Abstract:Urban Digital Twins (UDTs) have become essential for managing cities and integrating complex, heterogeneous data from diverse sources. Creating UDTs involves challenges at multiple process stages, including acquiring accurate 3D source data, reconstructing high-fidelity 3D models, maintaining models' updates, and ensuring seamless interoperability to downstream tasks. Current datasets are usually limited to one part of the processing chain, hampering comprehensive UDTs validation. To address these challenges, we introduce the first comprehensive multimodal Urban Digital Twin benchmark dataset: TUM2TWIN. This dataset includes georeferenced, semantically aligned 3D models and networks along with various terrestrial, mobile, aerial, and satellite observations boasting 32 data subsets over roughly 100,000 $m^2$ and currently 767 GB of data. By ensuring georeferenced indoor-outdoor acquisition, high accuracy, and multimodal data integration, the benchmark supports robust analysis of sensors and the development of advanced reconstruction methods. Additionally, we explore downstream tasks demonstrating the potential of TUM2TWIN, including novel view synthesis of NeRF and Gaussian Splatting, solar potential analysis, point cloud semantic segmentation, and LoD3 building reconstruction. We are convinced this contribution lays a foundation for overcoming current limitations in UDT creation, fostering new research directions and practical solutions for smarter, data-driven urban environments. The project is available under: https://tum2t.win
Abstract:Surface reconstruction is fundamental to computer vision and graphics, enabling applications in 3D modeling, mixed reality, robotics, and more. Existing approaches based on volumetric rendering obtain promising results, but optimize on a per-scene basis, resulting in a slow optimization that can struggle to model under-observed or textureless regions. We introduce QuickSplat, which learns data-driven priors to generate dense initializations for 2D gaussian splatting optimization of large-scale indoor scenes.

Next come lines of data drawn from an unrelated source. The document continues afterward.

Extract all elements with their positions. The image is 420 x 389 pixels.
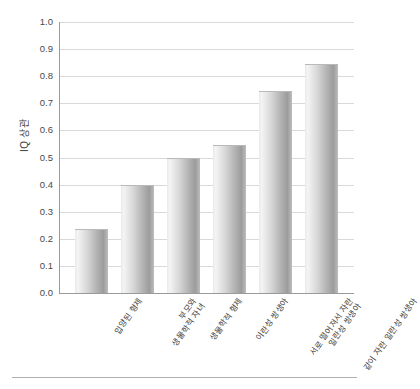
x-axis-tick-label: 부모와 생물학적 자녀 [162, 296, 208, 349]
bar [259, 91, 292, 293]
bar [75, 229, 108, 293]
y-axis-tick-label: 0.2 [23, 234, 53, 244]
x-axis-tick-label: 서로 떨어져서 자란 일란성 쌍생아 [308, 296, 364, 364]
footer-divider [12, 377, 357, 378]
bar-series [60, 22, 353, 293]
y-axis-label: IQ 상관 [16, 101, 31, 171]
y-axis-tick-label: 0.1 [23, 261, 53, 271]
y-axis-tick-label: 0.4 [23, 180, 53, 190]
y-axis-tick-label: 0.9 [23, 44, 53, 54]
bar [167, 158, 200, 294]
bar [305, 64, 338, 293]
x-axis-labels: 입양된 형제 부모와 생물학적 자녀 생물학적 형제 이란성 쌍생아 서로 떨어… [0, 296, 369, 376]
x-axis-tick-label: 같이 자란 일란성 쌍생아 [362, 296, 420, 373]
y-axis-tick-label: 0.8 [23, 71, 53, 81]
y-axis-tick-label: 1.0 [23, 17, 53, 27]
bar [121, 185, 154, 293]
x-axis-tick-label: 입양된 형제 [113, 296, 146, 337]
bar [213, 145, 246, 293]
x-axis-tick-label: 이란성 쌍생아 [254, 296, 291, 343]
x-axis-tick-label: 생물학적 형제 [208, 296, 245, 343]
y-axis-tick-label: 0.3 [23, 207, 53, 217]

This provides a strong starting point for the reconstruction, which accelerates the convergence of the optimization and improves the geometry of flat wall structures. We further learn to jointly estimate the densification and update of the scene parameters during each iteration; our proposed densifier network predicts new Gaussians based on the rendering gradients of existing ones, removing the needs of heuristics for densification. Extensive experiments on large-scale indoor scene reconstruction demonstrate the superiority of our data-driven optimization. Concretely, we accelerate runtime by 8x, while decreasing depth errors by up to 48% in comparison to state of the art methods.
Abstract:This paper uses the capabilities of latent diffusion models (LDMs) to generate realistic RGB human-object interaction scenes to guide humanoid loco-manipulation planning. To do so, we extract from the generated images both the contact locations and robot configurations that are then used inside a whole-body trajectory optimization (TO) formulation to generate physically consistent trajectories for humanoids. We validate our full pipeline in simulation for different long-horizon loco-manipulation scenarios and perform an extensive analysis of the proposed contact and robot configuration extraction pipeline. Our results show that using the information extracted from LDMs, we can generate physically consistent trajectories that require long-horizon reasoning.